Rating: Summary: Modern Classic Review: Michael Douglas demonstrates that he is one of the truely great actors of this time. He plays a college professor who has retreated into constant use of pot to compensate for his inability to produce a follow up to a previous best selling book. Tobey Maguire is his gifted but totally morose student who clings to him as an alternative to his less than attentive parents (real or "imagined") in a wildy improbable but extremely funny weekend. Robert Downey Jr., a sometimes gay publisher, pops in for the weekend to push his author, Douglas, along in finishing his next book in order to salvage his employment with the publishing firm. Frances McDormand is his married lover who announces to Douglas that she is pregnant with his child just as his latest wife has left him. Katie Holmes, another student and wannabe lover, takes time out from her lusting to offer some meaningful insight to Douglas. Throw in a murdered dog, the theft of a Marilyn Monroe artifact, a houseparty, a "crazy" hood jumping man, a great sound track, mixed with humor, an incredible amount of absurdity and even a little pathos and you get "Wonder Boys." If it all sounds a little confusing and a little off center, it is and that, with both a brilliant script and great acting by everyone in the movie, is what makes this a Modern Classic.

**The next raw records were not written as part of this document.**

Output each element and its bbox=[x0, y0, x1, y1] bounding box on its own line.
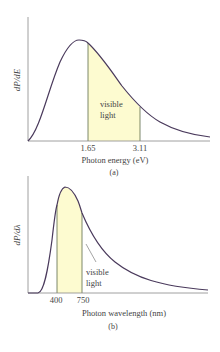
band-label-b-2: light bbox=[86, 278, 102, 288]
band-label-b-1: visible bbox=[86, 267, 109, 277]
caption-b: (b) bbox=[108, 322, 118, 331]
band-label-a-1: visible bbox=[100, 99, 123, 109]
visible-band-a bbox=[88, 43, 140, 141]
x-tick-a-2: 3.11 bbox=[133, 143, 148, 153]
figure: dP/dE visible light 1.65 3.11 Photon ene… bbox=[0, 0, 220, 352]
caption-a: (a) bbox=[110, 168, 119, 177]
x-tick-b-1: 400 bbox=[50, 295, 63, 305]
curve-b bbox=[28, 187, 208, 293]
band-pointer-b bbox=[86, 244, 96, 262]
chart-b: dP/dλ visible light 400 750 Photon wavel… bbox=[12, 176, 208, 331]
x-label-b: Photon wavelength (nm) bbox=[82, 308, 166, 318]
x-label-a: Photon energy (eV) bbox=[82, 155, 149, 165]
y-label-b: dP/dλ bbox=[12, 224, 22, 245]
chart-a: dP/dE visible light 1.65 3.11 Photon ene… bbox=[12, 17, 210, 177]
y-label-a: dP/dE bbox=[12, 68, 22, 91]
x-tick-a-1: 1.65 bbox=[81, 143, 96, 153]
x-tick-b-2: 750 bbox=[77, 295, 90, 305]
band-label-a-2: light bbox=[100, 110, 116, 120]
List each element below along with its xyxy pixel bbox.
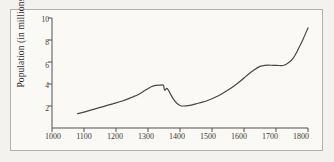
- chart-svg: [0, 0, 334, 162]
- x-tick-marks: [52, 128, 308, 132]
- y-tick-marks: [48, 18, 52, 106]
- figure-container: Population (in millions) 10 8 6 4 2 1000…: [0, 0, 334, 162]
- plot-area: Population (in millions) 10 8 6 4 2 1000…: [0, 0, 334, 162]
- population-line: [78, 28, 308, 114]
- axis-lines: [52, 18, 308, 128]
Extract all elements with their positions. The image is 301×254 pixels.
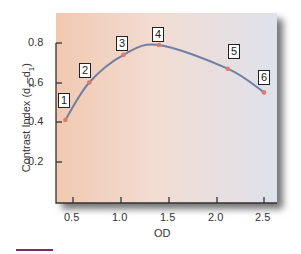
x-tick-label: 2.0 xyxy=(208,211,223,223)
point-label-1: 1 xyxy=(58,93,70,108)
data-point-marker xyxy=(63,118,68,123)
data-point-marker xyxy=(87,80,92,85)
x-tick-label: 1.0 xyxy=(112,211,127,223)
figure-rule xyxy=(16,249,53,251)
data-point-marker xyxy=(157,43,162,48)
point-label-2: 2 xyxy=(79,63,91,78)
point-label-5: 5 xyxy=(228,44,240,59)
point-label-3: 3 xyxy=(116,36,128,51)
y-axis-label: Contrast Index (d2–d1) xyxy=(20,58,35,178)
x-tick-label: 0.5 xyxy=(64,211,79,223)
data-point-marker xyxy=(262,90,267,95)
x-tick-label: 2.5 xyxy=(255,211,270,223)
point-label-6: 6 xyxy=(258,70,270,85)
x-axis-label: OD xyxy=(154,227,171,239)
data-point-marker xyxy=(225,66,230,71)
x-tick-label: 1.5 xyxy=(160,211,175,223)
x-ticks xyxy=(73,197,264,203)
point-label-4: 4 xyxy=(152,27,164,42)
data-point-marker xyxy=(121,53,126,58)
y-tick-label: 0.8 xyxy=(28,36,43,48)
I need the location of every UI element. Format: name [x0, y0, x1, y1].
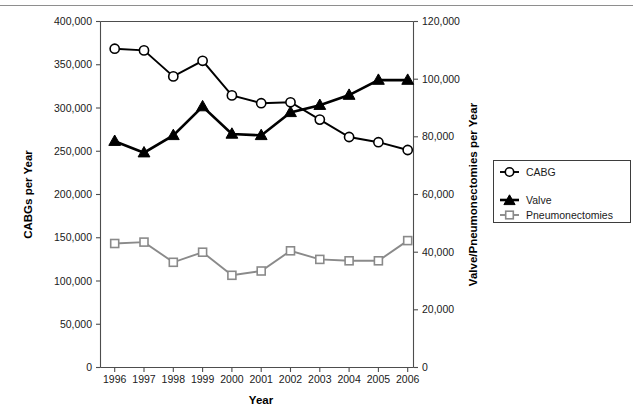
data-point-marker — [111, 240, 119, 248]
x-tick-label: 1999 — [191, 373, 215, 385]
legend-label-cabg: CABG — [526, 166, 556, 178]
chart-figure: 0 50,000 100,000 150,000 200,000 250,000… — [0, 0, 633, 420]
series-valve — [109, 74, 414, 157]
x-tick-label: 2000 — [220, 373, 244, 385]
right-tick-label: 20,000 — [422, 303, 454, 315]
right-axis-title: Valve/Pneumonectomies per Year — [467, 102, 479, 286]
left-tick-label: 50,000 — [60, 318, 92, 330]
data-point-marker — [140, 238, 148, 246]
chart-legend: CABG Valve Pneumonectomies — [494, 161, 631, 223]
data-point-marker — [227, 91, 236, 100]
left-axis-tick-labels: 0 50,000 100,000 150,000 200,000 250,000… — [54, 15, 92, 373]
open-circle-icon — [505, 168, 513, 176]
right-axis-tick-labels: 0 20,000 40,000 60,000 80,000 100,000 12… — [422, 15, 460, 373]
x-axis-tick-labels: 1996 1997 1998 1999 2000 2001 2002 2003 … — [103, 373, 420, 385]
data-point-marker — [374, 138, 383, 147]
data-point-marker — [287, 247, 295, 255]
left-tick-label: 350,000 — [54, 58, 92, 70]
left-tick-label: 200,000 — [54, 188, 92, 200]
left-axis-ticks — [96, 22, 101, 368]
right-tick-label: 0 — [422, 361, 428, 373]
open-square-icon — [506, 211, 514, 219]
legend-label-pneumonectomies: Pneumonectomies — [526, 209, 613, 221]
data-point-marker — [199, 248, 207, 256]
data-point-marker — [315, 115, 324, 124]
left-axis-title: CABGs per Year — [22, 150, 34, 239]
x-tick-label: 2002 — [279, 373, 303, 385]
data-point-marker — [169, 72, 178, 81]
data-point-marker — [345, 257, 353, 265]
data-point-marker — [139, 46, 148, 55]
data-point-marker — [257, 267, 265, 275]
data-point-marker — [109, 135, 121, 145]
x-tick-label: 2001 — [250, 373, 274, 385]
x-tick-label: 1996 — [103, 373, 127, 385]
data-point-marker — [110, 44, 119, 53]
left-tick-label: 100,000 — [54, 275, 92, 287]
data-point-marker — [257, 99, 266, 108]
data-point-marker — [169, 258, 177, 266]
data-point-marker — [404, 237, 412, 245]
data-point-marker — [286, 98, 295, 107]
left-tick-label: 0 — [86, 361, 92, 373]
right-tick-label: 40,000 — [422, 246, 454, 258]
x-tick-label: 1998 — [162, 373, 186, 385]
right-tick-label: 80,000 — [422, 130, 454, 142]
right-tick-label: 60,000 — [422, 188, 454, 200]
legend-item-cabg[interactable]: CABG — [500, 166, 556, 178]
left-tick-label: 300,000 — [54, 102, 92, 114]
x-tick-label: 2006 — [396, 373, 420, 385]
x-axis-ticks — [115, 368, 408, 373]
chart-canvas: 0 50,000 100,000 150,000 200,000 250,000… — [0, 0, 633, 420]
data-point-marker — [198, 56, 207, 65]
legend-label-valve: Valve — [526, 194, 552, 206]
left-tick-label: 250,000 — [54, 145, 92, 157]
x-tick-label: 2005 — [367, 373, 391, 385]
data-point-marker — [228, 271, 236, 279]
data-point-marker — [374, 257, 382, 265]
right-tick-label: 120,000 — [422, 15, 460, 27]
right-tick-label: 100,000 — [422, 73, 460, 85]
right-axis-ticks — [414, 22, 419, 368]
data-point-marker — [403, 145, 412, 154]
x-tick-label: 1997 — [132, 373, 156, 385]
data-point-marker — [345, 132, 354, 141]
left-tick-label: 150,000 — [54, 231, 92, 243]
x-axis-title: Year — [249, 394, 274, 406]
data-point-marker — [316, 255, 324, 263]
x-tick-label: 2003 — [308, 373, 332, 385]
series-pneumonectomies — [111, 237, 412, 280]
data-point-marker — [197, 100, 209, 110]
x-tick-label: 2004 — [337, 373, 361, 385]
left-tick-label: 400,000 — [54, 15, 92, 27]
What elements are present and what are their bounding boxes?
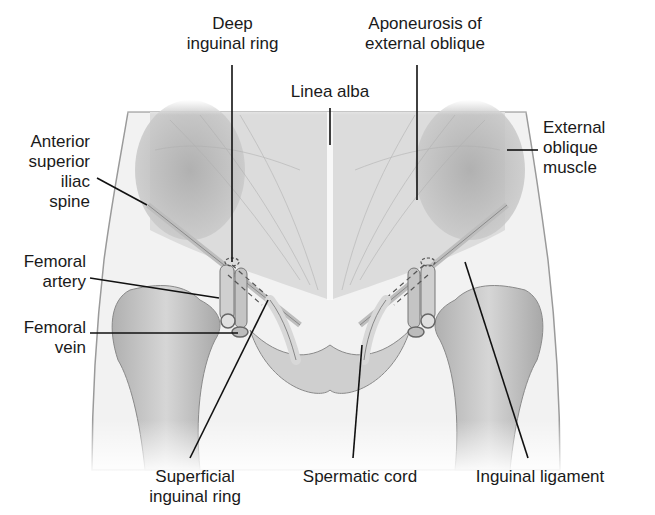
label-spermatic-cord: Spermatic cord (285, 467, 435, 487)
label-linea-alba: Linea alba (270, 82, 390, 102)
label-femoral-vein: Femoral vein (0, 318, 86, 358)
label-inguinal-ligament: Inguinal ligament (460, 467, 620, 487)
label-external-oblique-muscle: External oblique muscle (543, 118, 653, 178)
label-femoral-artery: Femoral artery (0, 252, 86, 292)
label-superficial-inguinal-ring: Superficial inguinal ring (125, 467, 265, 507)
label-deep-inguinal-ring: Deep inguinal ring (170, 14, 295, 54)
label-anterior-superior-iliac-spine: Anterior superior iliac spine (0, 132, 90, 212)
label-aponeurosis-external-oblique: Aponeurosis of external oblique (350, 14, 500, 54)
inguinal-region-illustration (0, 0, 655, 515)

Rating: Summary: not the best of its kind, but a funny film none the less Review: WONDER BOYS is a smart and funny film, which, after some initial struggle to find the proper balance between comedy and drama, delivers memorable performances by all members of the cast, great music (with a few new songs by Bob Dylan), great photography and lighting, strong dialogue and great directing. One of the things that I find to be the most important part of a film is its characters, and WONDER BOYS has a wide variety of fascinating people in it. Toby Maguire stars as the almost suicidal and compulsive liar, James Leer. We've got Michael Douglas as the weed-smoking professor, Grady Tripp. Robert Downey Jr. (who's just a brilliant actor) plays the gay editor, Terry Crabtree, who becomes fascinated with James Leer, and last ' but by no means least ' there's the two women, Frances McDormand and Katie Holmes, who do their best to tackle a weekend with the 'wonder boys'. But the character that got the most sympathy out of me was not one of the leading roles, it was instead Walter Gaskell (played by Richard Thomas), who during the film, without the fault of his own, ends up with his dog shot and killed, his favourite memorabilia (a Marilyn Monroe jacket) stolen and finally, to top it all of, his wife leaves him: See the film and you'll understand.
Rating: Summary: Great Film Review: WOW! I rented this on a fluke (nothing else on the shelf) - but it was so great I ran out and bought it. This is one of the funniest, smartest movies I've seen in a long time. It also shows a whole new side of Michael Douglas - which was a welcome change to me! Would definately advise on getting this gem.
Rating: Summary: Wonderful Boys Review: Wonder Boys is easily one of the most overlooked films of 2000. Michael Douglas gives an awesome performance, as do Tobey Maguire and Robert Downey Jr. The true-to life dramedy explores what happens when you don't trust yourself, or don't have the ability to break free of your mind's own limitations.